In later years, as I read and watched his interviews, the full impact of the cerebral side of Dilip Kumar hit me. By the way, Youtube has some great footage on Dilip’s interviews, particularly one rendered in chaste and flawless Urdu — of which I have limited understanding I must admit — in Peshawar, his birthplace.
A cerebral star
Apart from sparkling intellect, what comes through is the humility of the man who ruled the silver screen for such long years as an unmatched giant. To one question about his “great acting skills” he said with his typical disarming smile that just melts the heart: “There is nothing like great actors or great acting; there is only good actors and good acting.” Ascribing his success to “good luck, perhaps, and a lot of hard work”, he said good performance came from “a good story, some solid substance to deal with, not mere shadows.” Add to this “voice control in dialogue delivery” and good presentation techniques, and “swallow the whole thing like a capsule or a pill and you have a good actor.”
If you consider that in those days there was no reference point for Hindi film stars to draw upon, then Dilip’s contribution to Indian cinema remains unparalleled. In the last few decades we’ve had so many Bollywood stars drawing from Dilip Kumar — a gesture here, a smile there, a flick of the hair lock — that you realise with a greater force how much of an original the man, who once ran an army canteen, was. And what debt generations of Indian cinema actors and moviegoers fans owe him.
What superstar, asks Dilip!
In that sense wasn’t he the original superstar, I ask him in an email interview. (Details on page 16).
The reply is vintage Yousuf saab! “I have not believed in stardom, much less the superstardom you are talking about. Yes, following the success of my films, the number of curious men and women, boys and girls waiting outside my bungalow kept increasing. Is that an indication that you are a star? Wherever I went I was besieged by people who wanted my signature on paper, photographs, and so on. Is that stardom?”

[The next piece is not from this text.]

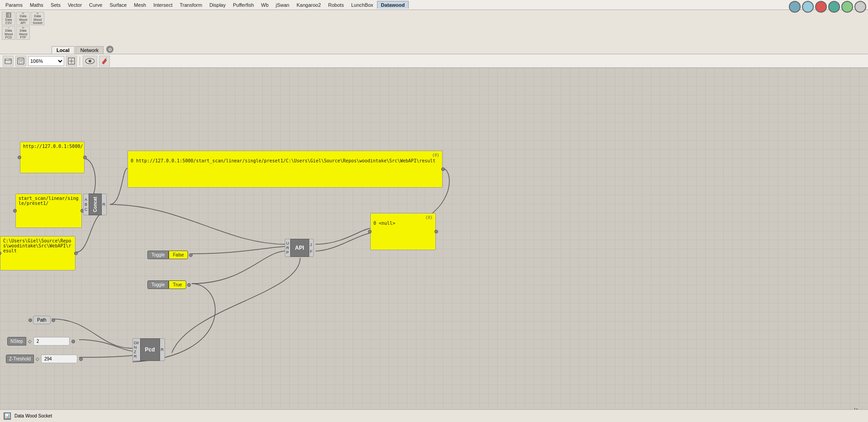 This screenshot has width=868, height=422. What do you see at coordinates (288, 248) in the screenshot?
I see `api-ports-left: U R P` at bounding box center [288, 248].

Dilip Kumar has been hailed for his being a “gentleman”. Prem Chopra has recalled how Dilip helped him improve his dialogue delivery, but only through “gentle suggestions.”

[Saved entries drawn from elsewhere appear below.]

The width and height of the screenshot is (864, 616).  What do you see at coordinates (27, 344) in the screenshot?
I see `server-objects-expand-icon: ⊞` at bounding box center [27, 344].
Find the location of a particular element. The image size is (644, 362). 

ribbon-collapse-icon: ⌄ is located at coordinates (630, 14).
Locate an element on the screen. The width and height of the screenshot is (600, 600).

So how does he himself look at his six decades in Indian cinema? The awe, respect and admiration with which generations of actors and moviegoers look upon him?
“I look back at my career with a sense of gratitude and a feeling of surprise and wonder. I cannot help being intrigued that a little boy who sat listening to stories of valour with deep attention at the Kissa Kahani Bazaar in Peshawar has his own interesting story to tell now,” is his response.
On his 90th, let us wish him a continuing suhana safar.